How to Set Stop-Loss and Take-Profit
This is a step you absolutely must not skip.
Setting them when opening a position
On the order panel, check the "TP/SL" (Take Profit/Stop Loss) box to set both prices at the same time as your entry.
Long example:
- Entry: 70,000
- Take profit: 72,000 (auto-close at 72,000 to lock in gains)
- Stop loss: 69,000 (auto-close at 69,000 to limit losses)
Short example:
- Entry: 70,000
- Take profit: 68,000 (auto-close at 68,000 to lock in gains)
- Stop loss: 71,000 (auto-close at 71,000 to limit losses)
Adding them after opening
If you forgot to set TP/SL when opening, find your position in the positions list and tap the TP/SL icon on the right to add them.
Strong recommendation: Set a stop-loss on every single futures trade. Trading futures without a stop-loss is like driving without a seatbelt—it seems fine most of the time, but when something goes wrong, it goes very wrong.
PnL Calculations for Long and Short
Understanding the math helps you plan your positions better.
Long PnL = Position Value × (Close Price − Entry Price) ÷ Entry Price
Example: 5x leverage, 100 USDT margin, entry at 70,000, close at 72,000 PnL = 500 × (72,000 − 70,000) ÷ 70,000 = 500 × 2.86% = 14.3 USDT
Short PnL = Position Value × (Entry Price − Close Price) ÷ Entry Price
Example: 5x leverage, 100 USDT margin, entry at 70,000, close at 68,000 PnL = 500 × (70,000 − 68,000) ÷ 70,000 = 500 × 2.86% = 14.3 USDT
Don't forget to subtract fees (one for opening, one for closing). At 5x leverage with a 500 USDT position and 0.05% taker fee: Opening fee = 500 × 0.05% = 0.25 USDT Closing fee = 500 × 0.05% = 0.25 USDT Total fees = 0.5 USDT
Actual profit = 14.3 − 0.5 = 13.8 USDT
Common Beginner Mistakes
Mistake 1: No stop-loss This is the deadliest mistake. Many people think "it'll bounce back eventually," only to watch losses snowball until they're liquidated.
Mistake 2: Too much leverage Jumping straight to 20x or 50x—a tiny fluctuation wipes you out. Start with 3–5x.

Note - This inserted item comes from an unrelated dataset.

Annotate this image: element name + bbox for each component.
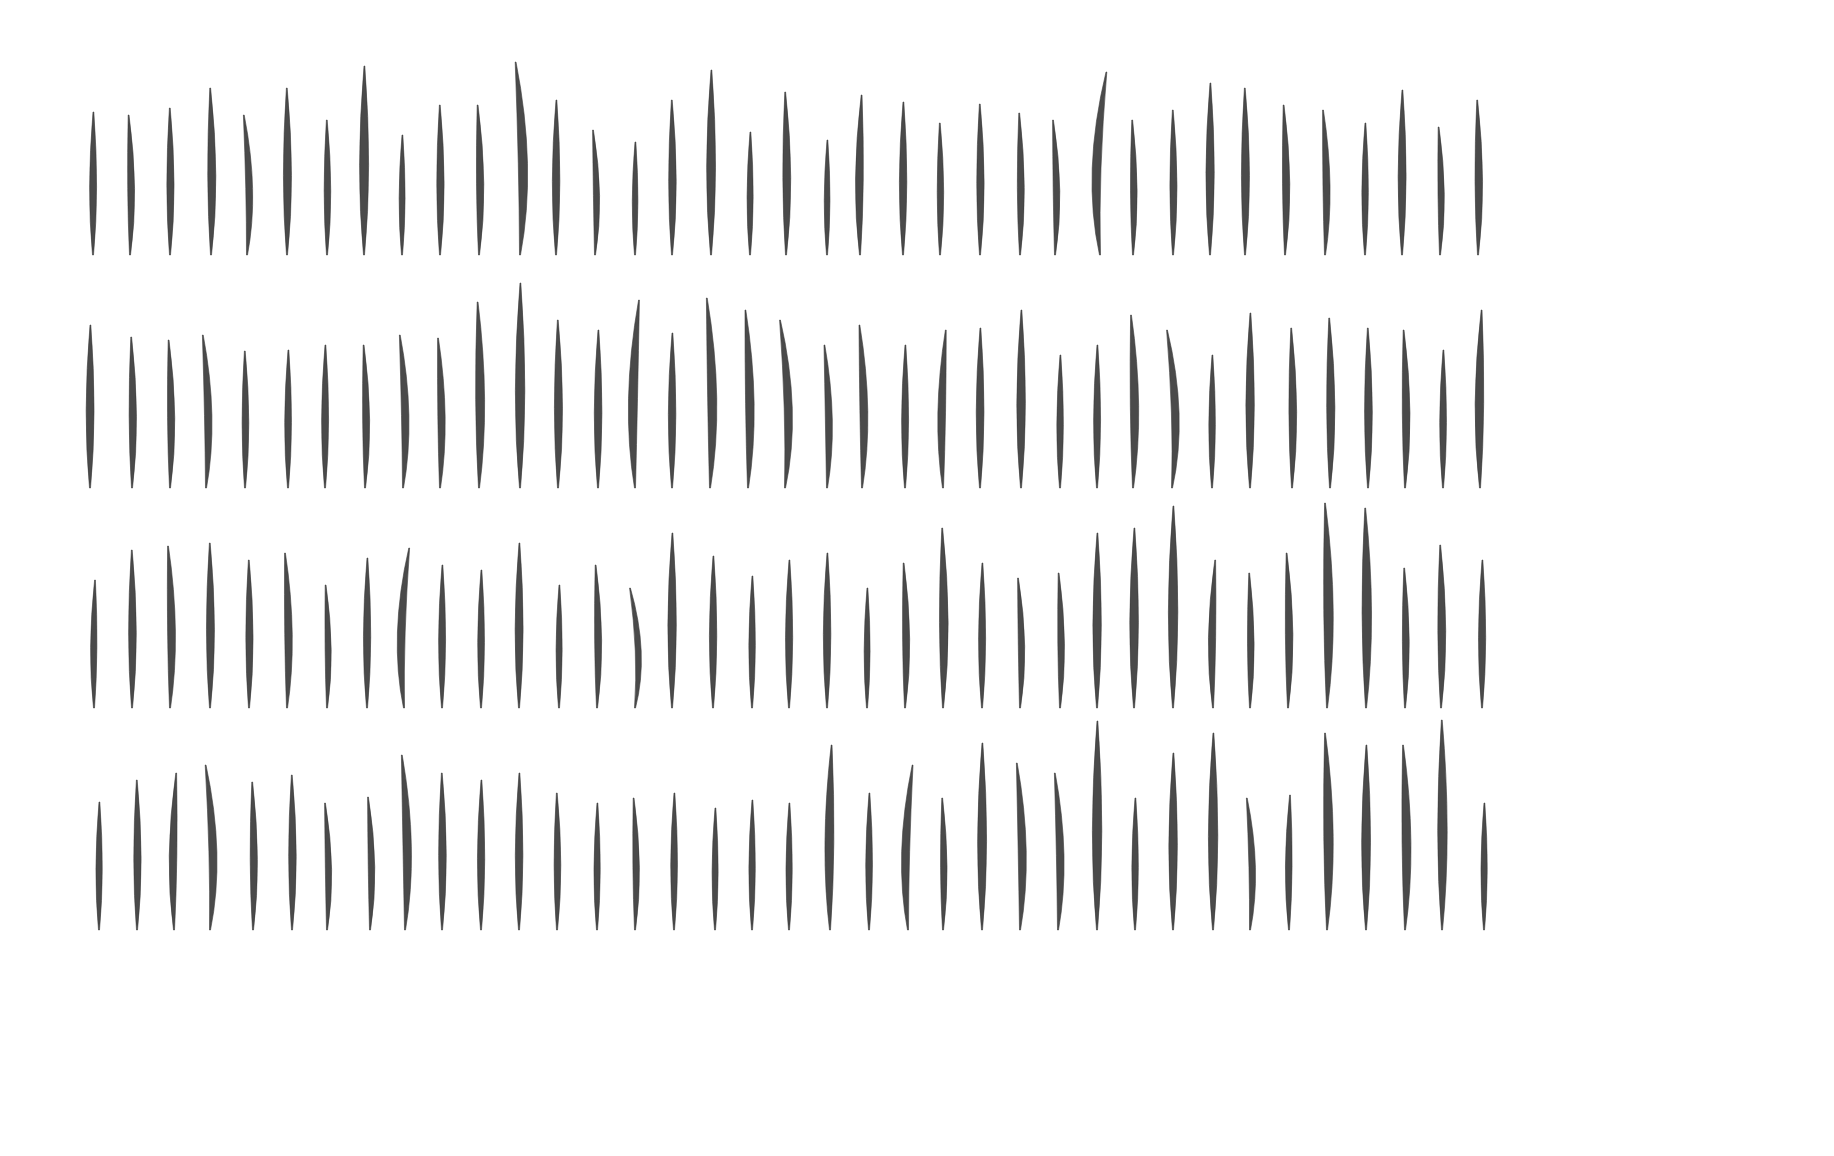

Mistake 3: Chasing momentum Going long just because it's rising, or shorting just because it's falling, and switching constantly. The odds of getting whipsawed are enormous.
Mistake 4: Constantly flipping direction Losing on a long, flipping to a short, losing again, flipping back to long. Each time, you enter at the worst possible moment and pay double the fees.
Mistake 5: Adding to winners recklessly and refusing to cut losers It should be the opposite: cut losses according to plan, and take profits according to plan. Don't let greed and fear dictate your trades.
Summary
The mechanics of going long and short aren't complicated—pick a direction, size your position, set a stop-loss, wait for your opportunity, and close at the right time. The real challenge is calling the direction and managing risk.
Practice with paper trading or tiny positions (say, 10–20 USDT margin) a few times first. Get comfortable with the entire workflow before committing more capital. Every trade should have a clear entry thesis and exit plan—never trade on gut feeling alone.